The beneficiaries of this coup include …Monsanto and Cargill…and the United States, which—as was the case in Honduras— seeks to expand its military presence in Paraguay.”
She was joined by Joy Olson of the coup-apologist group WOLA, who says, “we’re seeing a new model of ‘coup’ emerging. Like the Honduran coup, an
elected Congress is attempting to put a veneer of legality on a process that is not fair.”
In the same issue, defenders of the coup argue that:
(Paraguayan Deputy Sebastian Acha)
* Lugo was “passive” in the face of rural resistance to (illegal) land expropriation by the country’s oligarchy
* Lugo “broke ties” with the Liberal Party, thereby weakening the governing coalition.
(former US Ambassador to the US, Nicaragua, and Venezuela John Maisto)

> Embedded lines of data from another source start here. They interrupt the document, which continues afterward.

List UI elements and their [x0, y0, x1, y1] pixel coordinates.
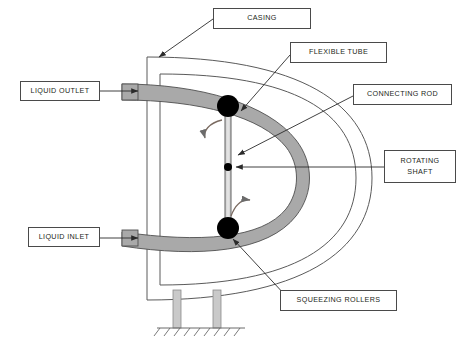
support-structure [154, 290, 245, 336]
leader-flexible-tube [241, 55, 290, 111]
label-squeezing-rollers-text: SQUEEZING ROLLERS [297, 295, 381, 305]
label-flexible-tube-text: FLEXIBLE TUBE [309, 47, 368, 57]
rotation-arrow-bottom [231, 200, 250, 216]
label-liquid-outlet[interactable]: LIQUID OUTLET [20, 81, 100, 101]
leader-casing [159, 19, 213, 57]
ground-hatching [154, 328, 240, 336]
tube-outlet-end [122, 84, 138, 100]
casing-inner-arc [160, 74, 356, 285]
squeezing-roller-bottom [217, 217, 239, 239]
support-leg-left [173, 290, 181, 328]
label-squeezing-rollers[interactable]: SQUEEZING ROLLERS [280, 290, 397, 311]
label-connecting-rod-text: CONNECTING ROD [367, 89, 438, 99]
label-rotating-shaft[interactable]: ROTATING SHAFT [384, 150, 456, 183]
label-liquid-inlet-text: LIQUID INLET [39, 232, 90, 242]
tube-body [122, 84, 310, 252]
support-leg-right [213, 290, 221, 328]
label-connecting-rod[interactable]: CONNECTING ROD [353, 84, 452, 105]
label-liquid-inlet[interactable]: LIQUID INLET [28, 227, 100, 247]
label-liquid-outlet-text: LIQUID OUTLET [31, 86, 90, 96]
rotating-shaft-hub [224, 163, 232, 171]
leader-squeezing-rollers [233, 239, 286, 296]
squeezing-roller-top [217, 95, 239, 117]
flexible-tube [122, 84, 310, 252]
label-casing-text: CASING [247, 13, 277, 23]
label-flexible-tube[interactable]: FLEXIBLE TUBE [290, 42, 387, 63]
rotation-arrow-top [205, 120, 222, 138]
diagram-canvas: CASING FLEXIBLE TUBE CONNECTING ROD ROTA… [0, 0, 458, 349]
label-rotating-shaft-text: ROTATING SHAFT [401, 156, 440, 177]
label-casing[interactable]: CASING [213, 8, 311, 29]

* this is a “political conflict only the Paraguayans can resolve, though they may need some international assistance to arrive at a solution that is
constitutional, legal and peaceful.
If Acha’s argument strikes one as completely ridiculous, that’s because it is. Our press obligingly parrots the line that “Lugo made everybody mad.” Toward the end, so did George Bush, but we didn’t impeach him. Laws are not to be broken just because people make you mad.

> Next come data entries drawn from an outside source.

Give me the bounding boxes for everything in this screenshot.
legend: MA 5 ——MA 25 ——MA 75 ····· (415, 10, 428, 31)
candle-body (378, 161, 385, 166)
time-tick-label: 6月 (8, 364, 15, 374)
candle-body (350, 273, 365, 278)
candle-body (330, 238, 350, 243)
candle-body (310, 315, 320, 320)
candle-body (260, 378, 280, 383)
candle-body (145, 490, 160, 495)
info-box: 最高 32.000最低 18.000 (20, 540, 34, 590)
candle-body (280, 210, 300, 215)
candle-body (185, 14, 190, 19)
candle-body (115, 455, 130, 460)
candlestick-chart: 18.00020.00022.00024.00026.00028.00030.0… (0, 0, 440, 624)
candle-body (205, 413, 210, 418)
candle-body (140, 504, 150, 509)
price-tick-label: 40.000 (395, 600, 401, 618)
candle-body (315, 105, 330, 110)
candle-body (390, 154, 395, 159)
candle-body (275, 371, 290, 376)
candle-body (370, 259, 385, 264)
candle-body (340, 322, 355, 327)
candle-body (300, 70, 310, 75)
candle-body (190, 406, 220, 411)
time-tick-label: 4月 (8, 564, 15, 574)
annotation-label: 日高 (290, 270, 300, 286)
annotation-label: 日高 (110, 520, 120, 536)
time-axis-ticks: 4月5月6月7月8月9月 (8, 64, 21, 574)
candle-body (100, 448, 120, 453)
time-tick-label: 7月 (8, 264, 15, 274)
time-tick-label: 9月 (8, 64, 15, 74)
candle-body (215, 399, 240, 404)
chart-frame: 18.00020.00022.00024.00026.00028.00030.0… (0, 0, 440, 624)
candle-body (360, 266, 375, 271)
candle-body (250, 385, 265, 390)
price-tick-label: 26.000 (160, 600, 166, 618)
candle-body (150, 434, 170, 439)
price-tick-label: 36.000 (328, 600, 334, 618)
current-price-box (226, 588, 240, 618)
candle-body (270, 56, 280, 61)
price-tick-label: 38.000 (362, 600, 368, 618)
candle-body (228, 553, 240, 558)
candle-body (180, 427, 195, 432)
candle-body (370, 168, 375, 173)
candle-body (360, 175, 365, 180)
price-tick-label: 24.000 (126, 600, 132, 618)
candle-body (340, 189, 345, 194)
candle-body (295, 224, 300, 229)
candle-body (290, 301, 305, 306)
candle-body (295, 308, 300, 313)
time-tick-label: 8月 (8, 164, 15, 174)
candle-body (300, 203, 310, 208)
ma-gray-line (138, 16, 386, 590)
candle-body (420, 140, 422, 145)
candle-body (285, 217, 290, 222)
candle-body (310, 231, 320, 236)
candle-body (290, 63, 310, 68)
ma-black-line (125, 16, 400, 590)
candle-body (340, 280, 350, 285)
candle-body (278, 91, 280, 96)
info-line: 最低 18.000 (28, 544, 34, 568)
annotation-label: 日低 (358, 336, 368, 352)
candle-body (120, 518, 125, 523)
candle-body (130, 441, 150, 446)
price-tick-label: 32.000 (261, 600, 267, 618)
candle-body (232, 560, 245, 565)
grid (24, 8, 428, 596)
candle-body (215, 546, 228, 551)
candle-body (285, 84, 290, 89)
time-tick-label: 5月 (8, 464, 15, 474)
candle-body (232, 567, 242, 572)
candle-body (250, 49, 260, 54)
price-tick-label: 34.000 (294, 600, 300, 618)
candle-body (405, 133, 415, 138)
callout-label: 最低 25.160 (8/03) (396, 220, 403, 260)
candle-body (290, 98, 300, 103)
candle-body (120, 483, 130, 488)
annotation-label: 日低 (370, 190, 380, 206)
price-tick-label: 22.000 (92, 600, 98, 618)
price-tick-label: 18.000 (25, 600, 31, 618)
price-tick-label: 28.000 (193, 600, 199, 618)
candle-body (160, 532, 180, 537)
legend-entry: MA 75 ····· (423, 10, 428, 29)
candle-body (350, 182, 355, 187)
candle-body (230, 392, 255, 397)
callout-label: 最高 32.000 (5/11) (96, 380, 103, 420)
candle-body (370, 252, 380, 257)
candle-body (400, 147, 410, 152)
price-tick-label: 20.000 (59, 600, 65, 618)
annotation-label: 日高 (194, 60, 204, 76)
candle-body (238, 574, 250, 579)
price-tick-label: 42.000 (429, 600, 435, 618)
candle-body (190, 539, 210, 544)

Gustavo Setrini of COHA writes:
Land-owners accuse Lugo’s government of sympathizing with land invasions, inciting violence, and failing to protect their property. … However, the bulk of Lugo’s electoral support came from the Liberal Party, which is dominated by landed elites. The Liberals threw their support behind Lugo in exchange for the Vice-Presidential nomination, the promise of multiple ministerial appointments, and the prospect of removing their traditional rivals, the Colorado Party, from power.
…
The massacre in Curuguaty provided the impetus to unite the soybean-farming and land-owning interests within the rival Colorado and Liberal Parties against Lugo. These groups blamed Carlos Filizzola, Lugo´s Minister of Interior, for the death of the policemen and threatened Lugo with road blocks and impeachment unless the President named a new official who was committed to securing the countryside. Lugo replaced Fillizola, a member of the left-leaning Partido País Solidario, with Rubén Candia Amarilla, a Colorado Party Member who held the post of Attorney General in the last Colorado government and was associated with the repression of landless peasant organizations.

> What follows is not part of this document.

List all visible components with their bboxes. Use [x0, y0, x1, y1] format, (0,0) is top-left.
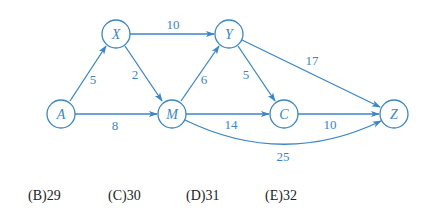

So, you see, by putting the Stroessnerite Colorado Party in power, Lugo was being “passive” about the tumult which arises because there are no just means by which to resolve land disputes. Most people would have said he caved to placate his enemies and they then used his betrayal of his supporters to devour him.
According to Setrini, Article 17 allows impeachment for “’poor performance of his [the President’s] functions, crimes committed in his duties and common crimes,’ but provides no specific criteria for impeachment.” In other words, it allows the Deputies to annul the results of an election for any reason whatsoever.